According to a study conducted by scientists at the Karolinska Institutet in Sweden and Jagiellonian University in Poland, blind persons can detect their own heartbeats more accurately than sighted people. According to the study, blindness increases one’s capacity for internal body signals. The Journal of Experimental Psychology: General has published the findings.
Without measuring their pulse or touching their bodies, 36 blind and equal numbers of sighted people were asked to count their own heartbeats. Using a pulse oximeter, the researchers simultaneously captured the subjects’ actual heartbeats. To determine how well the individuals could feel their own heartbeats, they then compared the reported and recorded statistics. The results revealed that the blind participants had better heartbeat detection than the sighted participants.

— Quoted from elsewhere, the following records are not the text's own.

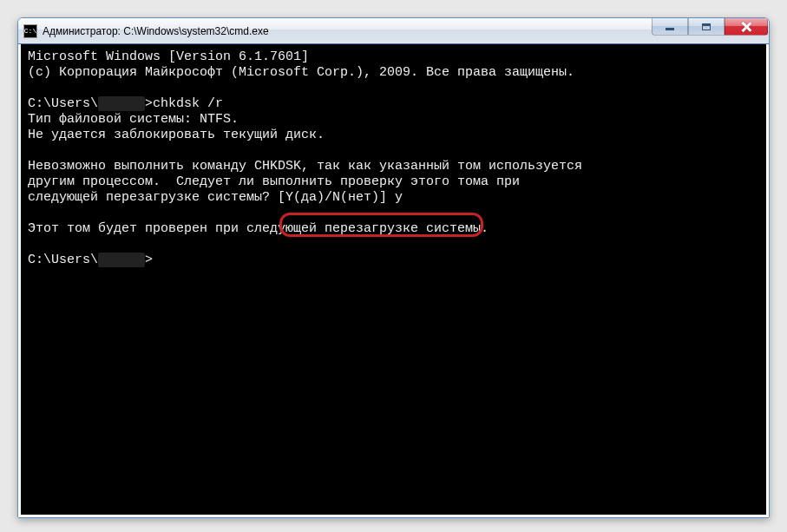 This screenshot has height=532, width=787. I want to click on window-controls, so click(710, 31).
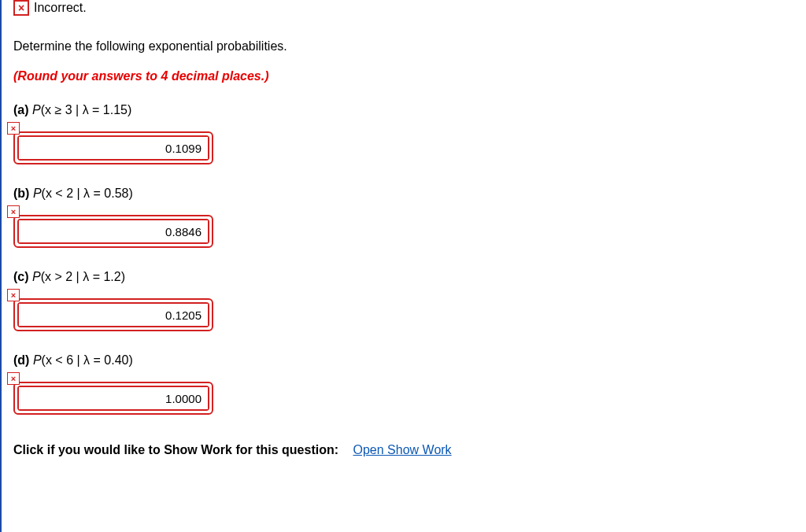 The height and width of the screenshot is (532, 806). I want to click on status-row: × Incorrect., so click(404, 8).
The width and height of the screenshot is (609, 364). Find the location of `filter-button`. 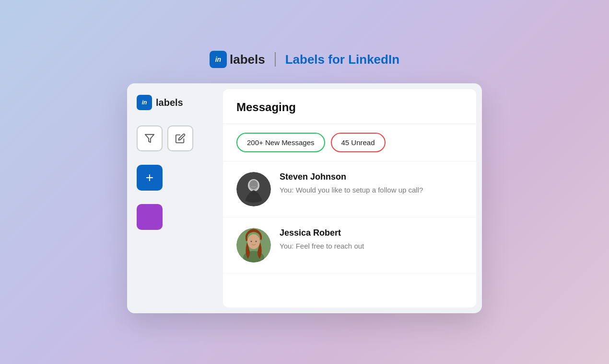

On a scale where 1.0 was the highest possible score, the average accuracy for the blind group was 0.78 and for the sighted group, it was 0.63.
“The blind participants were much better at counting their own heartbeats than the sighted participants in our study and in several previous studies,” says Dominika Radziun, Ph.D. student at the Department of Neuroscience, Karolinska Institutet. “It gives us important information about the brain’s plasticity and how the loss of one sense can enhance others, in this case the ability to feel what happens inside your own body.”
The researchers hypothesize that this capacity for heartbeat detection may be advantageous for processing emotions. Previous research has demonstrated a relationship between the degree of interoceptive accuracy—the capacity to accurately assess one’s own and other people’s emotional states—and perceptional skill.
“We know that heart signals and emotions are closely interlinked; for example, our hearts beat faster when we experience fear. It is possible that blind individuals’ enhanced sensitivity to signals from their own heart also impacts their emotional experiences,” says Dominika Radziun.
The research team will now continue to investigate how blind people experience their own bodies, looking for anatomical alterations in the visual cortex, the area of the brain ordinarily in charge of vision, that could account for the improved sensitivity to impulses from inside the body.